After all the checks were written, with the envelopes addressed and stamped, we’d go out for dinner if my mother felt up for it. On this particular visit she did not and even though we had a bucket of KFC, we ordered take-out: two personal pan pizzas with extra pepperoni from Pizza Hut. I offered to pay, but as usual my mother wouldn’t allow me to. “I won’t eat!” she exclaimed and gave me that look that said she was serious, that look that told me not to even bother. It was her checkmate.
This scene played out between us over and over, the way I remember it playing out between my mother and Nana when I was a child. We had this game where we’d give each other money secretly. She’d hide money in my duffel bag, pants pocket, or in the pages of whatever book I happened to bereading—a few twenties, a fifty.
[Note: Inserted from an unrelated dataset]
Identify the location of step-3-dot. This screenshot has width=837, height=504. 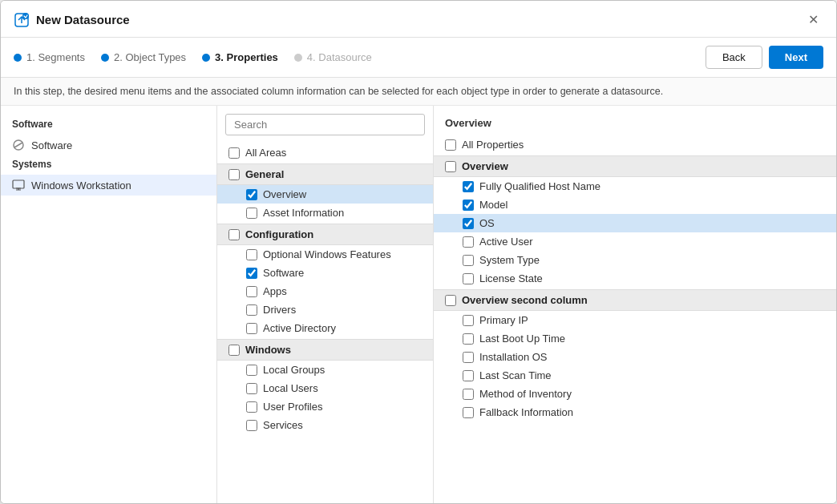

In turn, I’d put money in the freezer, in the basket that sat on the toilet where my mother kept Kleenex and Q-tips, or in the spice rack, which she rarely if ever used. There were spices like oregano and paprika that had been there since I was a teenager. Once I was in my car, on my way back to Pittsburgh, I’d call her. 
“Check in the freezer,” I’d say. Sometimes it was her who called, telling me to check the back pocket of my jeans. It was a viscous cycle, but we enjoyed it.
*
After we finished our pizza, we settled on opposite couches while Jeopardy played on the television. I read a chapter or two from the book I’d brought with me, while my mother scrolled through Facebook, the blood test a distant memory, if she even remembered the reason I’d driven up. Despite her stroke and aneurysm, my mother chain-smoked with a vengeance, maybe even more than she had before. While one cigarette would smolder in her ashtray, she fished a new one out of her case, as if she couldn’t bear to be without one for even a second. 
Looking back, I picture my mother alone in her apartment, believing her life had lost purpose. While she waited for my next visit, I imagine she assuaged herself with coffee and cigarettes and music. I see her sitting there gazing at her own reflection in the sliding glass door, worrying—about me, my uncle, about my cousin Aiesha and her kids, about the government, about not having enough money, about dying, and the hacker—someone from California she was certain had taken over her laptop. She bided her time, for someone to call or visit, for night to fall, for a favorite TV show; she waited for something to happen, something that would either save her or send her to her grave.Sometimes it felt like she deliberately chose the latter.





Jason Irwin is the author of three full-length poetry collections, most recently The History of Our Vagrancies (Main Street Rag, 2020). Watering the Dead (Pavement Saw Press, 2008) won the 2006-2007 Transcontinental Poetry Prize for a first book of poetry. He is also the author of two chapbooks. In 2022 he was a Zoeglossia Fellow and part of the Poetry Foundation’s Disability Poetics Project. His nonfiction has been published in Santa Ana Review, Panorama, The Catholic Worker, and City of Asylum’s Pittsburgh Live/Ability: Encounters in Poetry and Prose Project. He grew up in Dunkirk, NY, and now lives in Pittsburgh PA.